Social advertising spend grew by 26.2% year-on-year in the first three months of 2019 to a total of $17.9 billion worldwide, and while this is the second-highest total in the format’s relatively young history, it was roughly half the growth seen last year and key players are now looking to diversify their revenue streams.

This is according to WARC’s latest Global Advertising Trends, which takes a deep dive into the figures for the six most visible social media companies from across the world – Facebook, Pinterest, Snap, Twitter, Tencent (WeChat/QQ), and Weibo. All reported an easing in ad revenue growth in Q1 2019.

“The social sector is still expanding at a rapid pace – amassing $17.9bn of ad money in the first three months of this year alone – but growth has eased over recent quarters and has halved from a year ago,” says James McDonald, Managing Editor, WARC Data.

In its largest and most saturated market of North America, where $8 billion was spent in Q1 2019 alone, user growth has stalled and consumer trust in social platforms is waning, McDonald adds.

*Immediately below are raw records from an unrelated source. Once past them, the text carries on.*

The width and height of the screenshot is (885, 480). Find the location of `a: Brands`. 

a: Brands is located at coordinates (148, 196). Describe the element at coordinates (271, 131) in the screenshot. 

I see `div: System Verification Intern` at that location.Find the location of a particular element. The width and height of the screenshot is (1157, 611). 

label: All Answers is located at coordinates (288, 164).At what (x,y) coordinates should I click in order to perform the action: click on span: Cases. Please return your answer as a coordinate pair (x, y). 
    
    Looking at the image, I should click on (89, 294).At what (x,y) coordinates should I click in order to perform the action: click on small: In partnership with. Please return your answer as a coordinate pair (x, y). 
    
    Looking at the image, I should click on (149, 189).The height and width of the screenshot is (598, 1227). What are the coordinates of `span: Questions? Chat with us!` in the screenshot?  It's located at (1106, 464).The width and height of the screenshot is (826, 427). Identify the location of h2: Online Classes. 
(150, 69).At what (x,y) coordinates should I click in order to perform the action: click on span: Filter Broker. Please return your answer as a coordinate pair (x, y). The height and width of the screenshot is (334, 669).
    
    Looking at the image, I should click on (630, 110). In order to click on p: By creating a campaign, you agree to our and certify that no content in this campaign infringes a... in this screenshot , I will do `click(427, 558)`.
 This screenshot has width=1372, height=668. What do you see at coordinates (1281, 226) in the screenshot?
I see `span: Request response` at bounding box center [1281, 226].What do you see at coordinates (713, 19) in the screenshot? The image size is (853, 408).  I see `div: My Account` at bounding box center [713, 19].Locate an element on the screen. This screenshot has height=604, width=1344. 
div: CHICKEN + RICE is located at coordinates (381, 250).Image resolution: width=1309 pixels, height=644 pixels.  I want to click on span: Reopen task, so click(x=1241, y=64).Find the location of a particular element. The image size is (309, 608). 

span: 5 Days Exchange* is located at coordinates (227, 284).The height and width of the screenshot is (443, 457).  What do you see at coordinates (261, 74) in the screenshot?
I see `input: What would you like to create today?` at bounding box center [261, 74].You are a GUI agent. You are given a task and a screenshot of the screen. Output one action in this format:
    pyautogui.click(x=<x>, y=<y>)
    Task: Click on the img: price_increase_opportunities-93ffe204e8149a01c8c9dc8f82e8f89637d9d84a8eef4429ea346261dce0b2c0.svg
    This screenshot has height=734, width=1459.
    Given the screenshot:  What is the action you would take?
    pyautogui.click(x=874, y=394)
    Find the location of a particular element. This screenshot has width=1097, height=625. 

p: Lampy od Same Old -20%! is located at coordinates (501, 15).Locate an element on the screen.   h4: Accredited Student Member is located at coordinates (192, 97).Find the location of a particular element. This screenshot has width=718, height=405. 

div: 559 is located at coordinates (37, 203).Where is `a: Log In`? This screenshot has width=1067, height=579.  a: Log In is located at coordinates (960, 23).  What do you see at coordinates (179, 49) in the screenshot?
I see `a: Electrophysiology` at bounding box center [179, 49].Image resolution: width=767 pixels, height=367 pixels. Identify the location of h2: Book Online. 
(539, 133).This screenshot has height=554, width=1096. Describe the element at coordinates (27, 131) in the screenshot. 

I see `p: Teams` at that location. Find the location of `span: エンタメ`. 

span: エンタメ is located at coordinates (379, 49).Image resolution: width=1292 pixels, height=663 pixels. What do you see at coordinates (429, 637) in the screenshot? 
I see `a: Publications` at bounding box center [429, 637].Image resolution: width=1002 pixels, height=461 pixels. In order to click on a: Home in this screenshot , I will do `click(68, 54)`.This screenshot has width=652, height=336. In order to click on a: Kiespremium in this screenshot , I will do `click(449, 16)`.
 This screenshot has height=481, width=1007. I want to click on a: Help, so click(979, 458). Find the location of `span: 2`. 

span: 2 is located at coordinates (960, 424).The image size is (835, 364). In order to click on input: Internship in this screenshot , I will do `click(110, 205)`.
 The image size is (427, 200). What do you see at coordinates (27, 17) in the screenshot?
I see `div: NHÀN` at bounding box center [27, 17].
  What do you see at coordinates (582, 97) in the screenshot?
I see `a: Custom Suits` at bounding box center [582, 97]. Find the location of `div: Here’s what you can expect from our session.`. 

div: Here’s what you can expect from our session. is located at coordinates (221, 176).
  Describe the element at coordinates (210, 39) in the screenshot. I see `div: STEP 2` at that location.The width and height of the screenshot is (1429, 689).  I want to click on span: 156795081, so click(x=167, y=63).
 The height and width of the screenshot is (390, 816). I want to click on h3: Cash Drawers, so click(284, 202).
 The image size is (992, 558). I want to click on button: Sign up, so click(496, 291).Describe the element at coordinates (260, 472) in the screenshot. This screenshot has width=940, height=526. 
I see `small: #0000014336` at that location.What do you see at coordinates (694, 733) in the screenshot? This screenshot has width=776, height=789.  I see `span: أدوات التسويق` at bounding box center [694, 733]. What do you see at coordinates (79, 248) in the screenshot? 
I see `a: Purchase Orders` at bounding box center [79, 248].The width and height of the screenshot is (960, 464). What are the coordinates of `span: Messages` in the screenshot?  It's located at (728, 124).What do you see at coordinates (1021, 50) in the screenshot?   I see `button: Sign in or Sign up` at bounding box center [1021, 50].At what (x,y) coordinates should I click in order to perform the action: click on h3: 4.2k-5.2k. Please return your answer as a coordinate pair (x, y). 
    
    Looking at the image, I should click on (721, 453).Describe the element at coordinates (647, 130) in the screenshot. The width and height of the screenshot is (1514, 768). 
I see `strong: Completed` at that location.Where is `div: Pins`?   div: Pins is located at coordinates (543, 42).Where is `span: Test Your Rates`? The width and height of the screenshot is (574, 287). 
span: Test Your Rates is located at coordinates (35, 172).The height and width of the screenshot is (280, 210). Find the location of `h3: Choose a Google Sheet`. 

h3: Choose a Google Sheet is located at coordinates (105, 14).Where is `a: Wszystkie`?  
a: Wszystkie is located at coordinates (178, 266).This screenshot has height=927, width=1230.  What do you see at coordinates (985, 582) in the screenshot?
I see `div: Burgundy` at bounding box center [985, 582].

Meanwhile, time spent on social platforms hasn’t increased for the last three years, with users maintaining a two hour per day average since 2016. Across the continent, Facebook has 186m daily users, Snap 80m, and Twitter 28m – numbers that are mostly flat or down from the previous year.

In Europe, growth across all of Facebook’s social properties (which include Instagram and the wildly popular WhatsApp) slowed to its lowest rate on record: +1.4%. Across all platforms a similar picture emerges: according to GlobalWebIndex, daily social media usage has fallen by four minutes versus the previous year to one hour and 49 minutes. For its part, Snap saw user numbers fall for the first time in the region.

Richer growth is coming from Asia, with India a particularly strong grower alongside Indonesia and the Philippines. Daily social usage is climbing: in 2019, daily use across the region reached 2:11, compared to 2:09 last year. There’s an important caveat, however, that monetisation in the region is far lower than in Western markets.

The slowdown in social ad growth comes at the same time as the tech sector is under pressure over its use of consumer data. Recent research by YouGov, Dentsu and Universal McCann, among others, finds that half of consumers believe tech and social media companies have too much power and influence. A similar proportion want to see more regulation of the industry.

But the trust deficit has layers. As many as two-thirds of consumers don’t trust the information that comes from social media, with rates as high as 82% in Great Britain and 70% in the US. As many as three-quarters of consumers now limit their online footprint, citing the misuse of personal data as the biggest cause of distrust.

Social platforms are reacting, McDonald observes. “Facebook is looking to diversify its revenue streams with the launch of Libra which, the company says, will not be used directly to enrich the consumer data it has harvested for ad selling purposes.

“However, the cost of advertising on Facebook’s social platforms could feasibly rise if the company proves a relationship between the ads it serves and an increase in Libra-facilitated sales.”

While social shopping is still nascent on Western platforms, in China, the ease of mobile payment has made social shopping a norm. Tencent made RMB21.8bn ($3.2bn) from FinTech in the first three months of this year. In the US, meanwhile, concerns around security and privacy are hampering the growth of social commerce.